Six years later the Lord called me to be the lead pastor of the same church in the same small town, and my ambitions took the shape of wanting to be noticed in the eyes of those who I thought “mattered.” I had a certain vision of success and greatness, and my life wasn’t it. I began to grow indignant at those who I thought had achieved what I desired.

However, in his abundant grace, the Lord knew my heart and that I needed to die to myself so that I would set my heart on him alone. I needed a new ambition and a new definition of success if I were to truly serve Jesus where he called me.

Ambition, success, and greatness are not desires to avoid, but they will take a very different shape when we consider the ambition, success, and greatness of Jesus. Most of us need a new rubric for examining ambition so that our ambitions can be set on him alone.

Gratefully, the Lord gave us his perspective for ambition, success, and greatness as he walked to Jerusalem with his disciples in Mark 10, and it is much different than our own. In light of Jesus’ teaching to the disciples on that walk, I want to provide five evaluative questions for testing any ambition we might discover in our hearts.

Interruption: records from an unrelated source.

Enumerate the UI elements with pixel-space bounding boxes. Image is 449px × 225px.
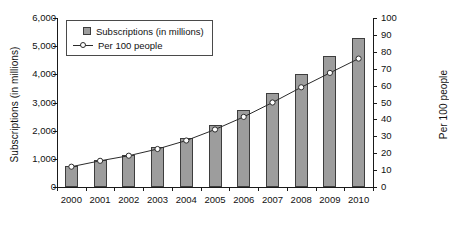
y-axis-right-tick (373, 18, 377, 19)
legend: Subscriptions (in millions) Per 100 peop… (66, 20, 213, 56)
y-axis-right-tick (373, 86, 377, 87)
y-axis-right-tick-label: 50 (381, 97, 392, 108)
y-axis-right-tick-label: 10 (381, 164, 392, 175)
y-axis-right-tick-label: 40 (381, 113, 392, 124)
y-axis-right-tick-label: 30 (381, 130, 392, 141)
y-axis-right-tick-label: 0 (381, 181, 386, 192)
x-axis-tick-label: 2010 (339, 194, 379, 205)
y-axis-right-tick (373, 136, 377, 137)
legend-item-subscriptions: Subscriptions (in millions) (73, 25, 204, 37)
line-marker (155, 146, 160, 151)
line-marker (184, 138, 189, 143)
line-marker (270, 100, 275, 105)
y-axis-right-tick (373, 119, 377, 120)
y-axis-left-tick-label: 3,000 (32, 97, 56, 108)
y-axis-left-tick-label: 0 (51, 181, 56, 192)
line-marker (356, 56, 361, 61)
y-axis-right-tick (373, 153, 377, 154)
legend-label-subscriptions: Subscriptions (in millions) (96, 26, 204, 37)
y-axis-right-tick (373, 69, 377, 70)
legend-item-per-100-people: Per 100 people (73, 39, 204, 51)
y-axis-right-tick (373, 170, 377, 171)
y-axis-right-tick-label: 100 (381, 12, 397, 23)
y-axis-right-tick-label: 60 (381, 80, 392, 91)
line-marker (241, 114, 246, 119)
y-axis-right-tick-label: 20 (381, 147, 392, 158)
y-axis-right-tick-label: 70 (381, 63, 392, 74)
y-axis-left-tick-label: 1,000 (32, 153, 56, 164)
line-marker (327, 70, 332, 75)
y-axis-right-tick (373, 35, 377, 36)
y-axis-right-tick (373, 103, 377, 104)
line-marker (98, 158, 103, 163)
line-marker (69, 164, 74, 169)
legend-label-per-100-people: Per 100 people (98, 40, 162, 51)
line-marker (212, 127, 217, 132)
line-marker (299, 85, 304, 90)
bar-swatch-icon (83, 27, 91, 35)
line-marker-swatch-icon (73, 41, 93, 49)
y-axis-right-title: Per 100 people (438, 30, 449, 180)
y-axis-left-tick-label: 2,000 (32, 125, 56, 136)
y-axis-left-title: Subscriptions (in millions) (9, 30, 20, 180)
y-axis-left-tick-label: 4,000 (32, 68, 56, 79)
y-axis-left-tick-label: 6,000 (32, 12, 56, 23)
line-markers (69, 56, 361, 169)
line-marker (126, 153, 131, 158)
line-path (71, 59, 358, 167)
y-axis-left-tick-label: 5,000 (32, 40, 56, 51)
y-axis-right-tick-label: 90 (381, 29, 392, 40)
x-axis-tick (373, 187, 374, 191)
y-axis-right-tick (373, 52, 377, 53)
y-axis-right-tick-label: 80 (381, 46, 392, 57)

1) How might I know Christ and become more like him as a result of chasing this ambition?

Ambition is often an acknowledgement that this world is fallen, and something is not quite right. We long for the New Creation, and we work to bring a taste of its blessings through the gospel. However, we run into trouble when we misdiagnose the problem or overestimate our role in its solution. We want the glories of heaven now, and we often want to find ourselves at the center instead of Christ.

In Mark 10:32-34, Jesus is walking out ahead of his disciples, resolutely moving toward Jerusalem, the place where he would accomplish the climactic work that he came to do. His ambition is set on dying in our place, for our sin, and rising again so that we could receive new life in him. This life is vastly different and infinitely more glorious than our fleshly solutions for the fallen world. Yet its joy is found not in self-glory, but in glorying in Christ our Savior.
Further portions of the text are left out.